Image by Whatlep
Plots, plots everywhere
Give a kid a hammer and, to the kid, everything starts to
look like a nail. To writers there
are plots
everywhere. Innocent
readers in libraries start to look like potential serial killers. Your co-worker is
late on Monday
morning and his door is locked. Is there a whiff of a decaying body in the air?
And you
like your co-worker.
Do people look at you strangely? Have the police been around
asking not-so-innocent questions? No,
you spilled something on your clothes.
(For men, your fly is open.)
Daytime drama, professional wrestling, cheesy movies
relegated to the early morning hours, even
clever commercials have plots and
continuing characters. So do the
squabbling neighbors. Your
neighbors. Mine do not squabble, especially the
neighbors across the street two houses to the right.
They are not squabbling even as I write this.
Your family is full of characters. Mine is just full of
character. And they sometimes read this blog.
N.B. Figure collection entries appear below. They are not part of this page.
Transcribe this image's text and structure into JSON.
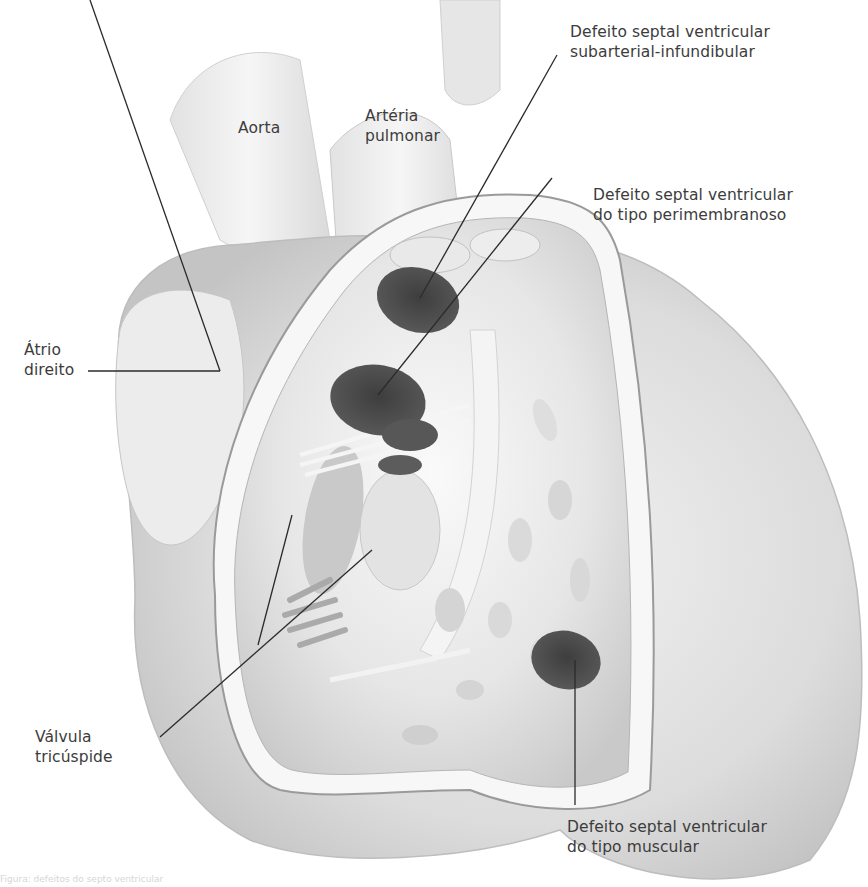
{
  "figure": {
    "colors": {
      "background": "#ffffff",
      "tissue_light": "#efefef",
      "tissue_mid": "#cfcfcf",
      "tissue_dark": "#a9a9a9",
      "defect_fill": "#4a4a4a",
      "leader_line": "#2b2b2b",
      "label_text": "#3c3c3c"
    }
  },
  "labels": {
    "aorta": {
      "line1": "Aorta"
    },
    "arteria_pulmonar": {
      "line1": "Artéria",
      "line2": "pulmonar"
    },
    "dsv_subarterial": {
      "line1": "Defeito septal ventricular",
      "line2": "subarterial-infundibular"
    },
    "dsv_perimembranoso": {
      "line1": "Defeito septal ventricular",
      "line2": "do tipo perimembranoso"
    },
    "atrio_direito": {
      "line1": "Átrio",
      "line2": "direito"
    },
    "valvula_tricuspide": {
      "line1": "Válvula",
      "line2": "tricúspide"
    },
    "dsv_muscular": {
      "line1": "Defeito septal ventricular",
      "line2": "do tipo muscular"
    }
  },
  "caption": {
    "text": "Figura: defeitos do septo ventricular"
  }
}
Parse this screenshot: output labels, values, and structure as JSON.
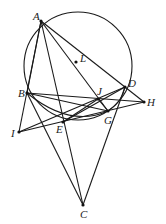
{
  "diagram": {
    "type": "geometry-figure",
    "circle": {
      "cx": 78,
      "cy": 66,
      "r": 54
    },
    "points": {
      "A": {
        "x": 41,
        "y": 21,
        "label": "A",
        "lx": 33,
        "ly": 20
      },
      "L": {
        "x": 76,
        "y": 62,
        "label": "L",
        "lx": 80,
        "ly": 62
      },
      "B": {
        "x": 27,
        "y": 93,
        "label": "B",
        "lx": 18,
        "ly": 97
      },
      "D": {
        "x": 125,
        "y": 87,
        "label": "D",
        "lx": 128,
        "ly": 87
      },
      "J": {
        "x": 98,
        "y": 99,
        "label": "J",
        "lx": 97,
        "ly": 95
      },
      "H": {
        "x": 144,
        "y": 102,
        "label": "H",
        "lx": 147,
        "ly": 106
      },
      "G": {
        "x": 108,
        "y": 111,
        "label": "G",
        "lx": 104,
        "ly": 124
      },
      "E": {
        "x": 63,
        "y": 122,
        "label": "E",
        "lx": 56,
        "ly": 133
      },
      "I": {
        "x": 19,
        "y": 132,
        "label": "I",
        "lx": 11,
        "ly": 137
      },
      "C": {
        "x": 83,
        "y": 205,
        "label": "C",
        "lx": 80,
        "ly": 218
      }
    },
    "segments": [
      [
        "A",
        "B"
      ],
      [
        "A",
        "I"
      ],
      [
        "A",
        "C"
      ],
      [
        "A",
        "G"
      ],
      [
        "A",
        "H"
      ],
      [
        "B",
        "H"
      ],
      [
        "B",
        "G"
      ],
      [
        "B",
        "C"
      ],
      [
        "I",
        "D"
      ],
      [
        "I",
        "H"
      ],
      [
        "D",
        "C"
      ],
      [
        "D",
        "E"
      ],
      [
        "E",
        "J"
      ],
      [
        "J",
        "G"
      ]
    ]
  }
}
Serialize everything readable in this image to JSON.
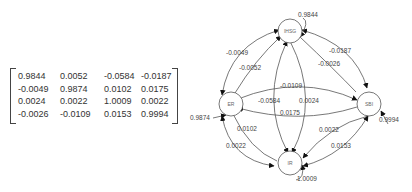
{
  "matrix": {
    "rows": [
      [
        "0.9844",
        "0.0052",
        "-0.0584",
        "-0.0187"
      ],
      [
        "-0.0049",
        "0.9874",
        "0.0102",
        "0.0175"
      ],
      [
        "0.0024",
        "0.0022",
        "1.0009",
        "0.0022"
      ],
      [
        "-0.0026",
        "-0.0109",
        "0.0153",
        "0.9994"
      ]
    ]
  },
  "graph": {
    "nodes": {
      "top": "IHSG",
      "left": "ER",
      "right": "SBI",
      "bottom": "IR"
    },
    "self_loops": {
      "top": "0.9844",
      "left": "0.9874",
      "right": "0.9994",
      "bottom": "1.0009"
    },
    "edges": {
      "left_top_outer": "-0.0049",
      "left_top_inner": "-0.0052",
      "top_right_outer": "-0.0187",
      "top_right_inner": "-0.0026",
      "left_right_upper": "-0.0109",
      "left_right_lower": "0.0175",
      "top_bottom_left": "-0.0584",
      "top_bottom_right": "0.0024",
      "left_bottom_inner": "0.0102",
      "left_bottom_outer": "0.0022",
      "right_bottom_inner": "0.0022",
      "right_bottom_outer": "0.0153"
    },
    "colors": {
      "line": "#555555",
      "arrow": "#111111",
      "node_border": "#555555"
    }
  }
}
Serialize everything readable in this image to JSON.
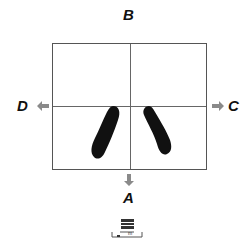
{
  "labels": {
    "top": "B",
    "bottom": "A",
    "left": "D",
    "right": "C"
  },
  "icons": {
    "arrow_left": "arrow-left-icon",
    "arrow_right": "arrow-right-icon",
    "arrow_down": "arrow-down-icon",
    "device": "device-icon"
  },
  "colors": {
    "arrow": "#8a8a8a",
    "shape": "#111111",
    "grid": "#666666"
  },
  "device_text": "m"
}
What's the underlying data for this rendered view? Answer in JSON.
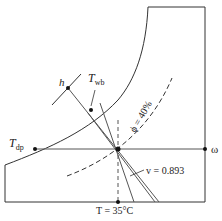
{
  "diagram": {
    "type": "psychrometric-chart-sketch",
    "labels": {
      "enthalpy": "h",
      "wet_bulb": "T",
      "wet_bulb_sub": "wb",
      "dew_point": "T",
      "dew_point_sub": "dp",
      "humidity_ratio": "ω",
      "relative_humidity": "ϕ = 40%",
      "specific_volume": "v = 0.893",
      "dry_bulb": "T = 35°C"
    },
    "colors": {
      "line": "#333333",
      "guide": "#555555"
    }
  }
}
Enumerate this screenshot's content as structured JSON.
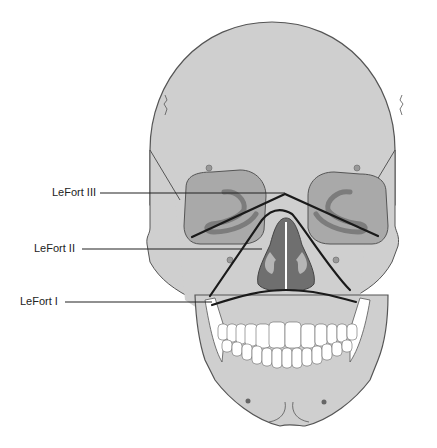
{
  "diagram": {
    "colors": {
      "bone": "#cfcfcf",
      "bone_outline": "#555555",
      "orbit": "#a9a9a9",
      "orbit_inner": "#7c7c7c",
      "nasal": "#6f6f6f",
      "nasal_light": "#b5b5b5",
      "teeth": "#ffffff",
      "fracture_line": "#1a1a1a",
      "background": "#ffffff"
    },
    "labels": [
      {
        "id": "lefort-3",
        "text": "LeFort III"
      },
      {
        "id": "lefort-2",
        "text": "LeFort II"
      },
      {
        "id": "lefort-1",
        "text": "LeFort I"
      }
    ]
  }
}
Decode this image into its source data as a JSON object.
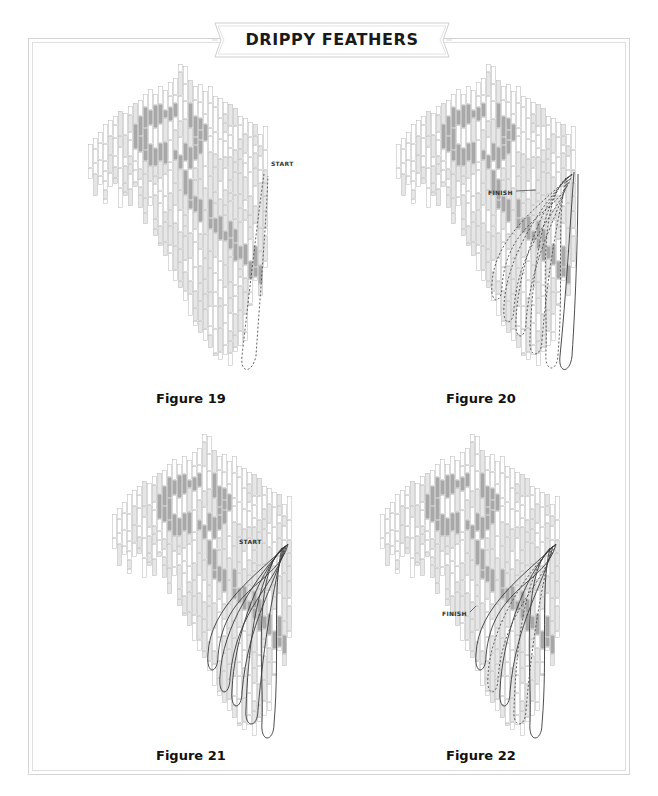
{
  "title": "DRIPPY FEATHERS",
  "colors": {
    "white": "#ffffff",
    "light": "#e6e6e6",
    "medium": "#c2c2c2",
    "dark": "#a8a8a8",
    "stroke": "#b5b5b5",
    "path": "#3a3a3a",
    "frame": "#d4d4d4"
  },
  "figures": [
    {
      "id": "fig19",
      "caption": "Figure 19",
      "label": "START",
      "overlay": "single-dashed"
    },
    {
      "id": "fig20",
      "caption": "Figure 20",
      "label": "FINISH",
      "overlay": "multi-dashed"
    },
    {
      "id": "fig21",
      "caption": "Figure 21",
      "label": "START",
      "overlay": "multi-solid"
    },
    {
      "id": "fig22",
      "caption": "Figure 22",
      "label": "FINISH",
      "overlay": "multi-solid-dashed"
    }
  ],
  "pattern": {
    "strip_width": 5,
    "columns": [
      {
        "top": 88,
        "bottom": 123
      },
      {
        "top": 82,
        "bottom": 140
      },
      {
        "top": 76,
        "bottom": 130
      },
      {
        "top": 68,
        "bottom": 148
      },
      {
        "top": 64,
        "bottom": 131
      },
      {
        "top": 60,
        "bottom": 128
      },
      {
        "top": 55,
        "bottom": 152
      },
      {
        "top": 57,
        "bottom": 140
      },
      {
        "top": 50,
        "bottom": 150
      },
      {
        "top": 47,
        "bottom": 131
      },
      {
        "top": 44,
        "bottom": 152
      },
      {
        "top": 38,
        "bottom": 168
      },
      {
        "top": 33,
        "bottom": 150
      },
      {
        "top": 38,
        "bottom": 180
      },
      {
        "top": 30,
        "bottom": 190
      },
      {
        "top": 34,
        "bottom": 200
      },
      {
        "top": 26,
        "bottom": 215
      },
      {
        "top": 22,
        "bottom": 225
      },
      {
        "top": 8,
        "bottom": 232
      },
      {
        "top": 10,
        "bottom": 245
      },
      {
        "top": 24,
        "bottom": 260
      },
      {
        "top": 30,
        "bottom": 270
      },
      {
        "top": 28,
        "bottom": 278
      },
      {
        "top": 35,
        "bottom": 285
      },
      {
        "top": 30,
        "bottom": 292
      },
      {
        "top": 40,
        "bottom": 300
      },
      {
        "top": 42,
        "bottom": 305
      },
      {
        "top": 46,
        "bottom": 300
      },
      {
        "top": 48,
        "bottom": 310
      },
      {
        "top": 52,
        "bottom": 296
      },
      {
        "top": 60,
        "bottom": 290
      },
      {
        "top": 62,
        "bottom": 285
      },
      {
        "top": 66,
        "bottom": 250
      },
      {
        "top": 68,
        "bottom": 225
      },
      {
        "top": 78,
        "bottom": 240
      },
      {
        "top": 70,
        "bottom": 212
      }
    ]
  }
}
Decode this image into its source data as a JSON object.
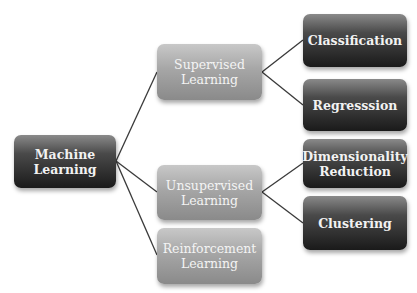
{
  "diagram": {
    "type": "tree",
    "root": {
      "id": "ml",
      "label_line1": "Machine",
      "label_line2": "Learning"
    },
    "categories": [
      {
        "id": "supervised",
        "label_line1": "Supervised",
        "label_line2": "Learning"
      },
      {
        "id": "unsupervised",
        "label_line1": "Unsupervised",
        "label_line2": "Learning"
      },
      {
        "id": "reinforcement",
        "label_line1": "Reinforcement",
        "label_line2": "Learning"
      }
    ],
    "leaves": [
      {
        "id": "classification",
        "parent": "supervised",
        "label_line1": "Classification"
      },
      {
        "id": "regression",
        "parent": "supervised",
        "label_line1": "Regresssion"
      },
      {
        "id": "dimred",
        "parent": "unsupervised",
        "label_line1": "Dimensionality",
        "label_line2": "Reduction"
      },
      {
        "id": "clustering",
        "parent": "unsupervised",
        "label_line1": "Clustering"
      }
    ],
    "edges": [
      [
        "ml",
        "supervised"
      ],
      [
        "ml",
        "unsupervised"
      ],
      [
        "ml",
        "reinforcement"
      ],
      [
        "supervised",
        "classification"
      ],
      [
        "supervised",
        "regression"
      ],
      [
        "unsupervised",
        "dimred"
      ],
      [
        "unsupervised",
        "clustering"
      ]
    ],
    "colors": {
      "dark_node": "#1a1a1a",
      "light_node": "#a6a6a6",
      "edge": "#333333",
      "text": "#f2f2f2"
    }
  }
}
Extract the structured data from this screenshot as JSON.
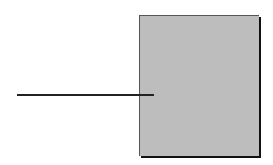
{
  "diagram": {
    "shapes": [
      {
        "type": "rectangle",
        "fill": "#bdbdbd",
        "shadow": "#111111"
      },
      {
        "type": "line",
        "color": "#222222"
      }
    ],
    "text": []
  }
}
When it gets too close to home it gets harder to write. Remember, just because it happened does
not
mean it’s realistic.
Sport stadia (stadiums?) school classrooms, driveways and
porches serve as stages for action, as do
stages, of course.
What plot is thickening around you?
Finding plots is not my problem; finding time to deal with them all—that’s my problem.
ReplyDelete~ Jim
Warren, nice blog. I'm with Jim on this. I find them in the newspaper, hearing a conversation - usually from someone on a cell phone - when I'm standing in line somewhere, or just from my imagination.
ReplyDeleteWarren, I have to add something else. As soon as I went off, a conversation between and husband and wife having a conversation about something that sounded sinister popped up. Nothing that I can click on deletes it. I assume it's an ad for a movie or TV show, but who knows??????
ReplyDeleteCharming post! I love the newspaper for plots. Or old stories. Or songs. Some people call ideas "plot bunnies" ... I totally get this. They do multiply!
ReplyDeleteI agree that plots are everywhere, mostly in my imagination. (I don’t recognize that car parked in front of my house. What if it’s stolen? Is that a bullet hole in the side? What if there’s a dead body in the trunk like on NCIS?)
ReplyDeleteI think we've all discover that sometimes "truth is stranger than fiction" and we would not dare include some things that have really happened in stories.
ReplyDeleteI know exactly what you mean--there are unusual and interesting plots all around us. Writers do look at the world a tad differently than most other people.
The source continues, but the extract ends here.